Conservation ecology
The Conservation Ecology leads findings from different scientific fields, such as ecology , economics and sociology together and sets them for preservation of biodiversity one. The development of a new understanding of the negative effects of new forms of management of intensive land use on natural and semi-natural ecosystems has made a significant contribution to the development of nature conservation ecology .
Field of activity
Conservation ecology acts as a scientific discipline against the background of habitat destruction caused by human activity, which has dramatic consequences for biodiversity on earth. It is in the context of the current mass extinction of plant and animal species. Nature conservation ecology focuses on the question of what significance and consequences such a loss of biological diversity has for the functionality of communities and ecosystems, especially with regard to the importance of interspecific interactions for the functionality of communities. Conservation ecology examines the question of whether the loss of a species has a kind of domino effect . The investigations concern the examination of whether the disappearance of a species affects other species from extinction, whether this results in changes for the ecosystems themselves and whether this affects the ability of ecosystems to provide necessary services to humans.
Theoretical controversy
The importance of biological diversity for ecological communities is answered differently by two models, which illustrates the area of tension in which nature conservation ecology operates.

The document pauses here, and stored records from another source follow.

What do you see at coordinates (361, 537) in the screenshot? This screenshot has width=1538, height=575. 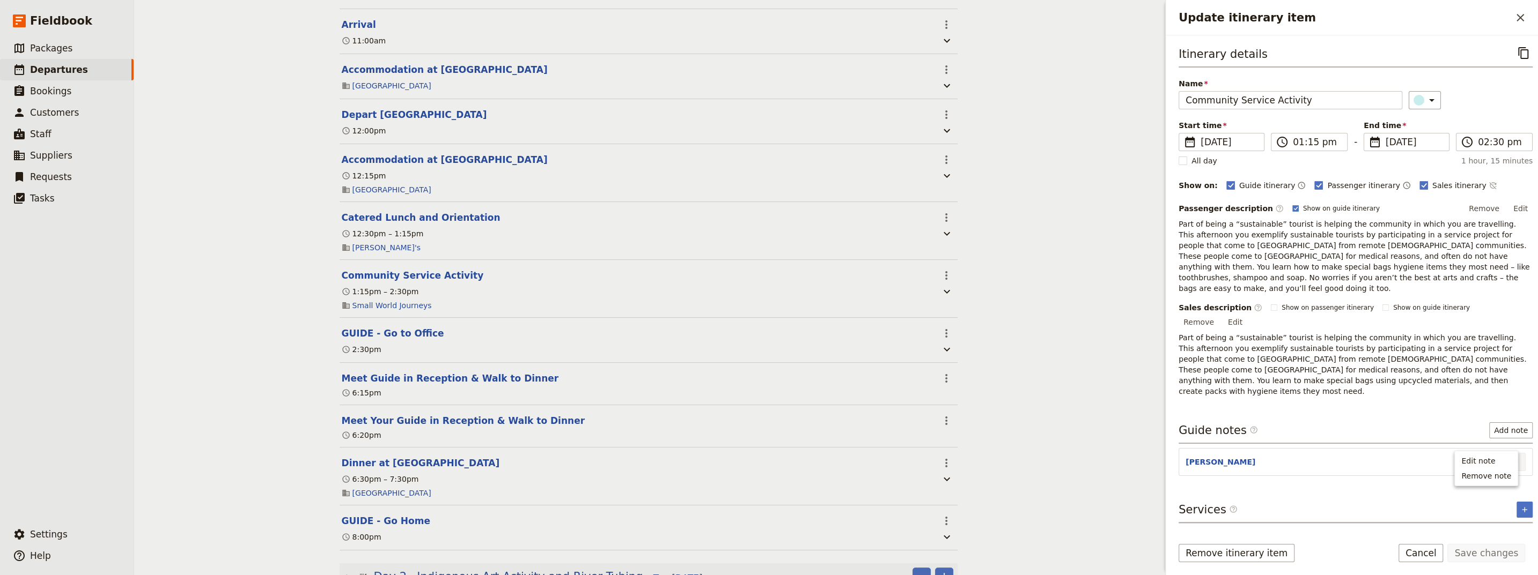 I see `div: 8:00pm` at bounding box center [361, 537].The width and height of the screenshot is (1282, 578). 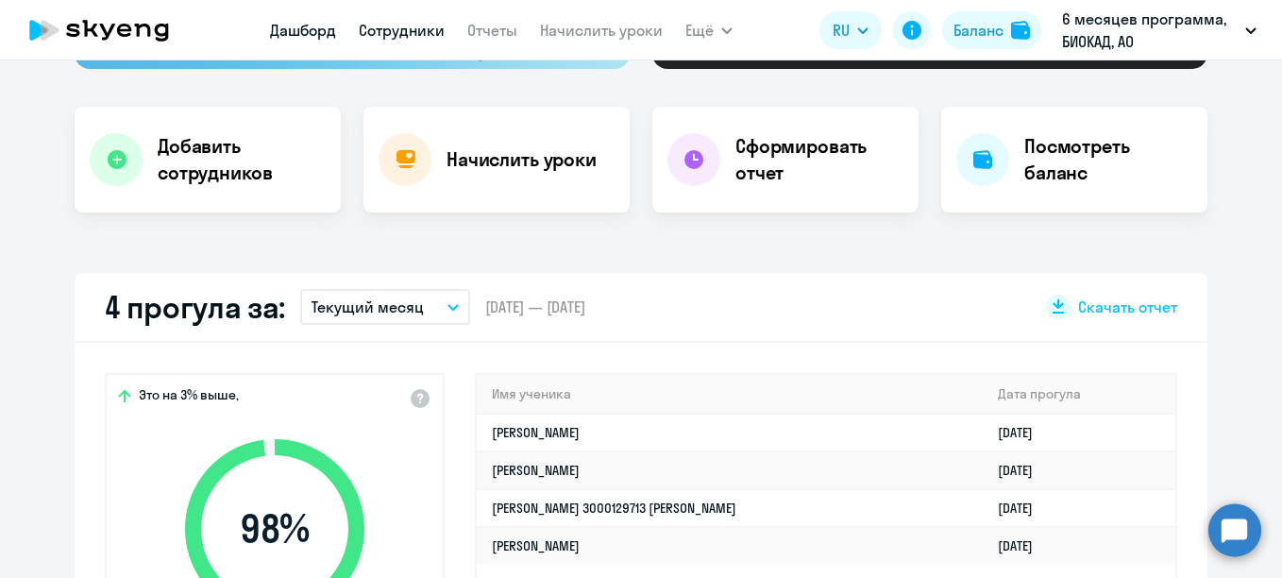 What do you see at coordinates (385, 307) in the screenshot?
I see `button: Текущий месяц` at bounding box center [385, 307].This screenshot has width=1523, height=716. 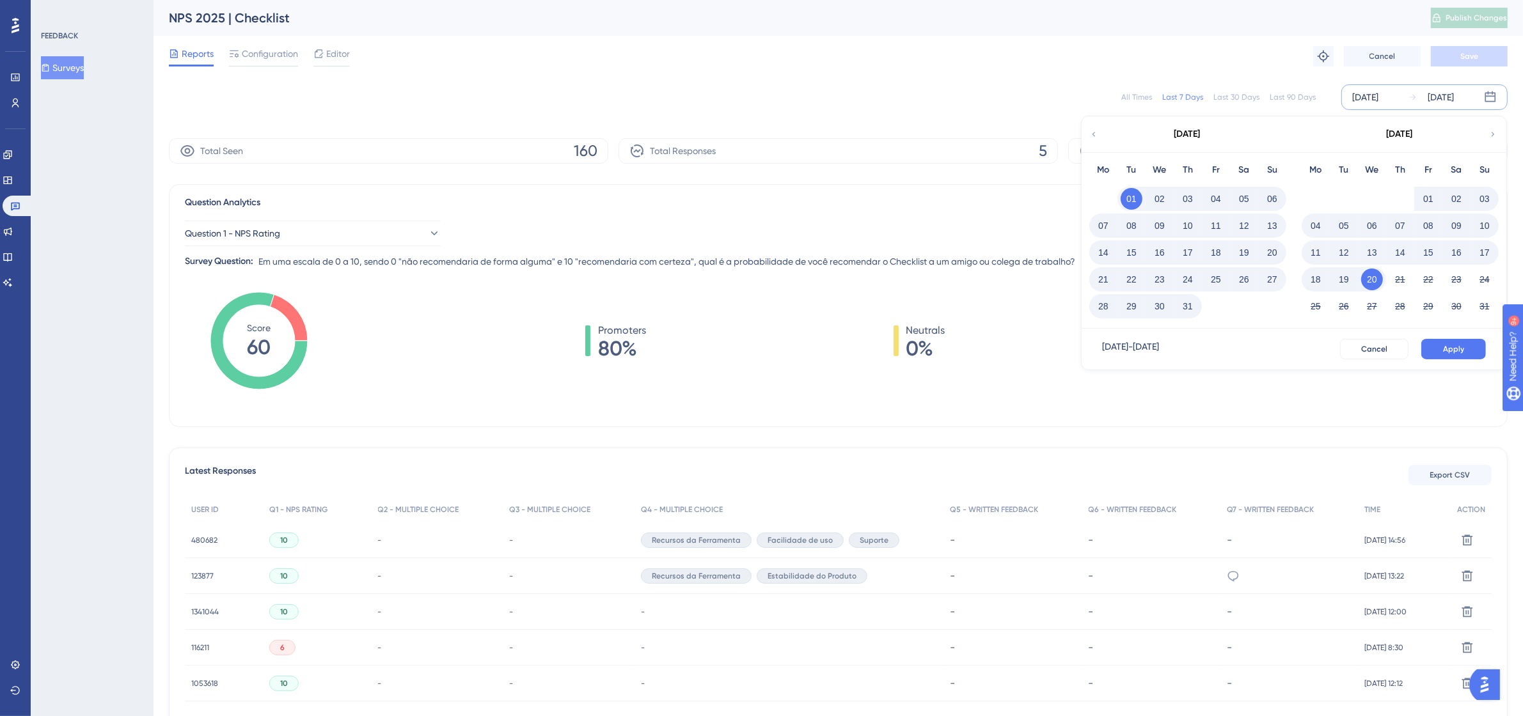 I want to click on button: Question 1 - NPS Rating, so click(x=313, y=233).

The ecologists Paul and Anne Ehrlich from Stanford University (USA) presented the rivet model they had developed in 1981 . You are comparing the number of species in a community with the number of rivets on an aircraft wing. In this model, each rivet contributes to a small but noticeable extent to the stability of the entire aircraft wing. While the loss of a few rivets should have little impact on the balance, if a larger number of rivets fail, the stability can collapse in one fell swoop and cause the aircraft to crash. This model sees the structure of communities essentially determined by the interspecific interrelationships and assigns each species a small but important contribution to the functionality of the overall system. The failure of a species, e.g. B. a key robber, can therefore mean a domino effect for the entire community.

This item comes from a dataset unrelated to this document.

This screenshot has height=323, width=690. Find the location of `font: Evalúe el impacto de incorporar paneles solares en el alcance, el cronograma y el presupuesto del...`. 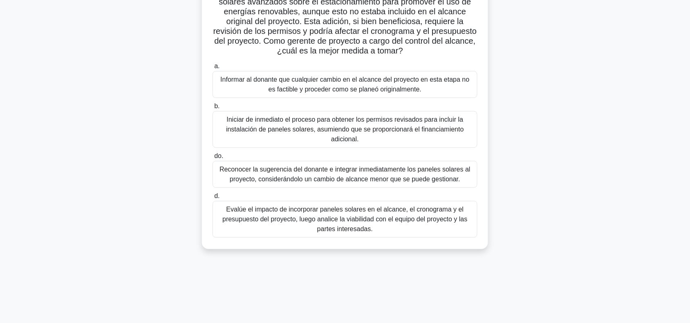

font: Evalúe el impacto de incorporar paneles solares en el alcance, el cronograma y el presupuesto del... is located at coordinates (345, 219).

The ecologist Brian Walker of the Commonwealth Scientific and Industrial Research Organization (CSIRO, Australia) takes a different approach . In the redundancy model he developed , he does not compare the types of an ecosystem with rivets, but with occupants of an aircraft, who apart from the crew have little significance for the stability of the aircraft. Most species are therefore not really necessary for the functioning of an ecosystem, rather they represent a quantity that is currently irrelevant for maintaining the ecosystem. If the system is disturbed, however, these species can step out of redundancy and take over essential system functions. According to the redundancy model, it makes sense to divide the species of a community into functional groups and to classify species that do not play a functional role within their functional group as redundant. The structure and function of the community is mainly focused on the functional groups and less on the individual species. If a key robber is lost, another species would take over the role according to the redundancy model. A domino effect is therefore triggered when the majority of the species of a functional group fail. In this respect, according to the redundancy model, an analysis of the size of redundancies within the community is necessary for an ecosystem to be examined.
Whether the stability of an ecosystem depends more on the interspecific interrelationships of the individual species, in that the loss of one species affects many others, or on the amount of redundancy where the loss of a large part of a functional group leads to destabilization, is probably the type of the respective type Ecosystem dependent and requires scientific assessment. Supporting experimental findings are available for both hypotheses.